The LIFT study demonstrated the potential for a from-home blood test that measures type I interferon (IFN) gene expression levels associated with key immune response pathways. The activity of these pathways can be measured by modules, which are groups of genes that behave similarly within a pathway. The Autoimmune Profiler (AIP) provides a low cost, high throughput analysis of 11 different modules to help the clinicians by personalizing lupus care and treatment based on the genetics of an individual’s disease.

The results thus far are promising. Utilizing the IFN module with the AIP test, there was a 97% success rate for assessing type I IFN high/low status based upon gene expression testing of the participant-collected blood sample. The analysis of 1,249 samples spanning a large range of disease activity and severity levels demonstrated about 36% expressed high-IFN. Additionally, the IFN gene expression levels from the LIFT study cohort reflected similar findings to a previous study that sought to predict patient subpopulations with disease severity (Bello et. al., 2016).

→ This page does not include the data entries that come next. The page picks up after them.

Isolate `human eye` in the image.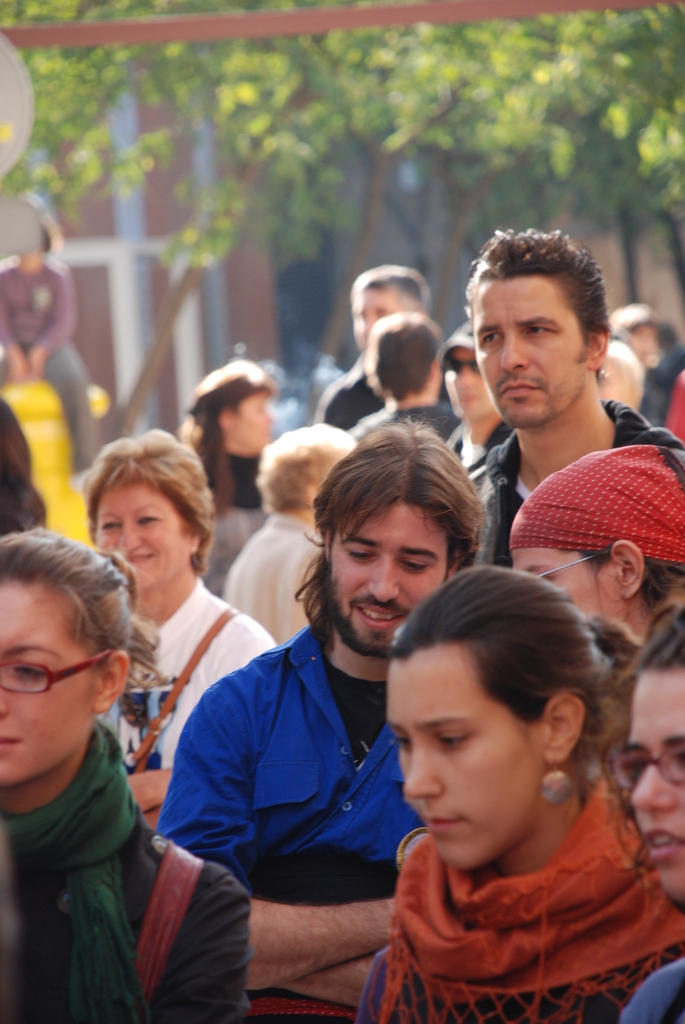
Isolated region: {"x1": 525, "y1": 323, "x2": 558, "y2": 339}.
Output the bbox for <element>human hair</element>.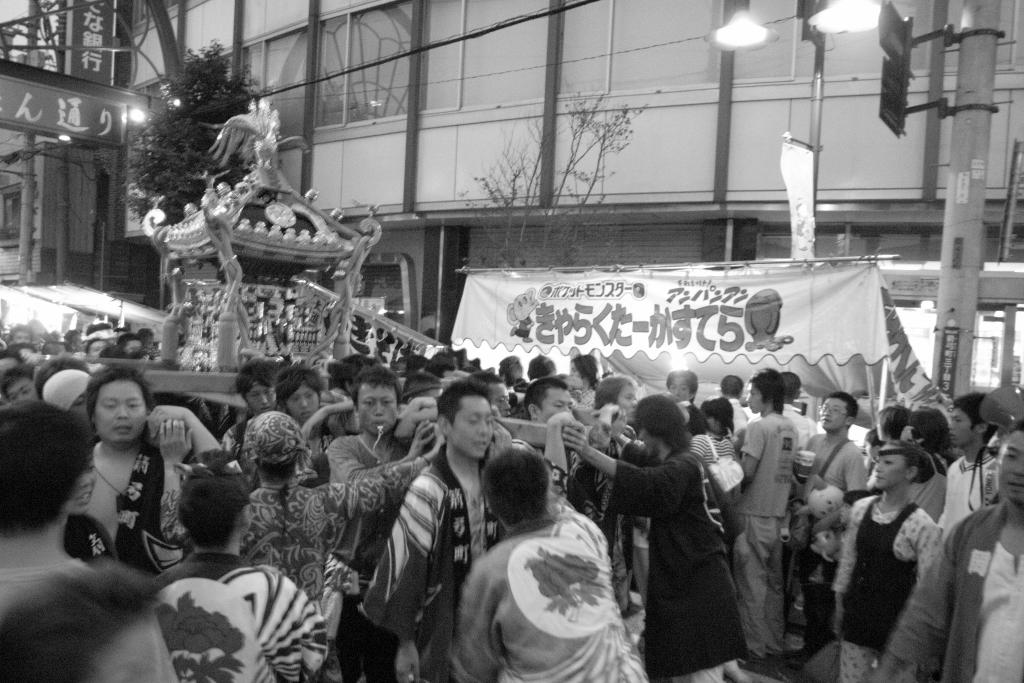
(x1=1008, y1=418, x2=1023, y2=438).
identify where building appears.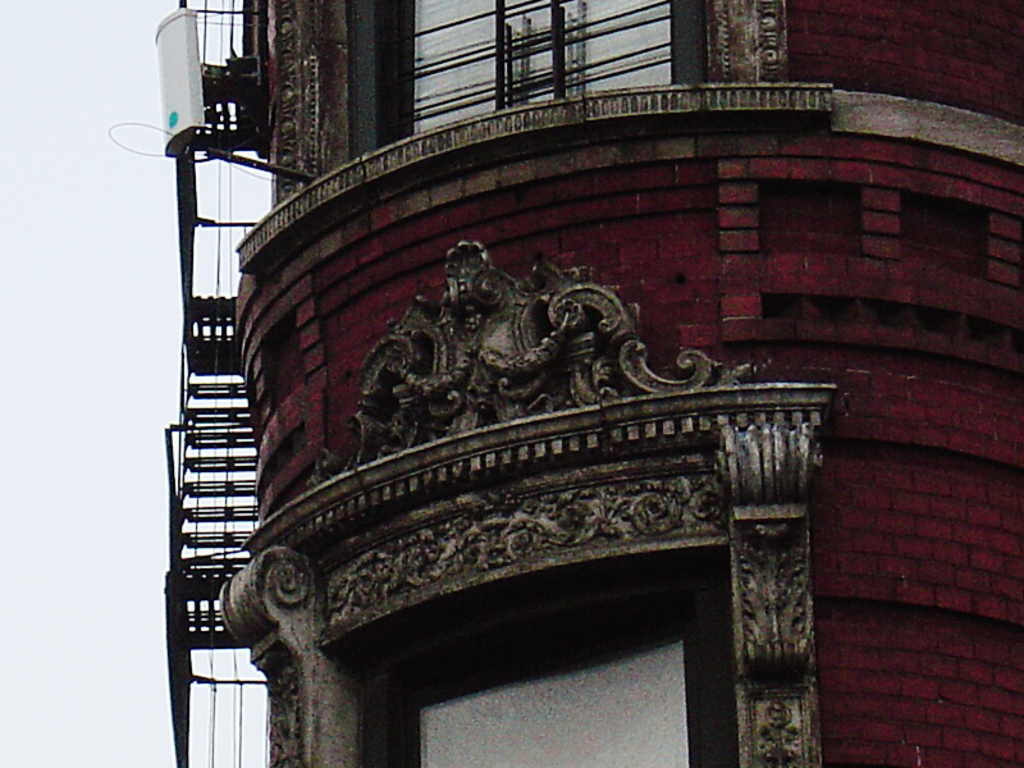
Appears at 160, 0, 1023, 767.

In the studies above, two sub-populations were shown to be more severe: African Americans and patients with disease diagnosis at less than 18 years of age. In LIFT, these subpopulations, in addition to correlating with higher disease severity, demonstrated higher IFN expression levels as well. IFN expression was 68% in African Americans compared to 29% in Caucasians. Also, in patients with disease diagnosis at less than 18 years of age, levels were 63% compared to 33% (disease diagnosis between the ages 18-50) and 23% (patients diagnosed at over age 50).

A from-home RNA-based blood test, combined with genomic immune profiling, may soon assist clinicians in identifying individuals likely to have more severe forms of lupus, and help them better understand a patient’s clinical progression and potential response to emerging therapies or treatments.

[1] CDC, “Lupus Detailed Fact Sheet: SLE Prevalence and Incidence,” https://www.cdc.gov/lupus/facts/detailed.html: accessed 2018-4-18

[2] For Research Use Only. Not for use in diagnostic procedures.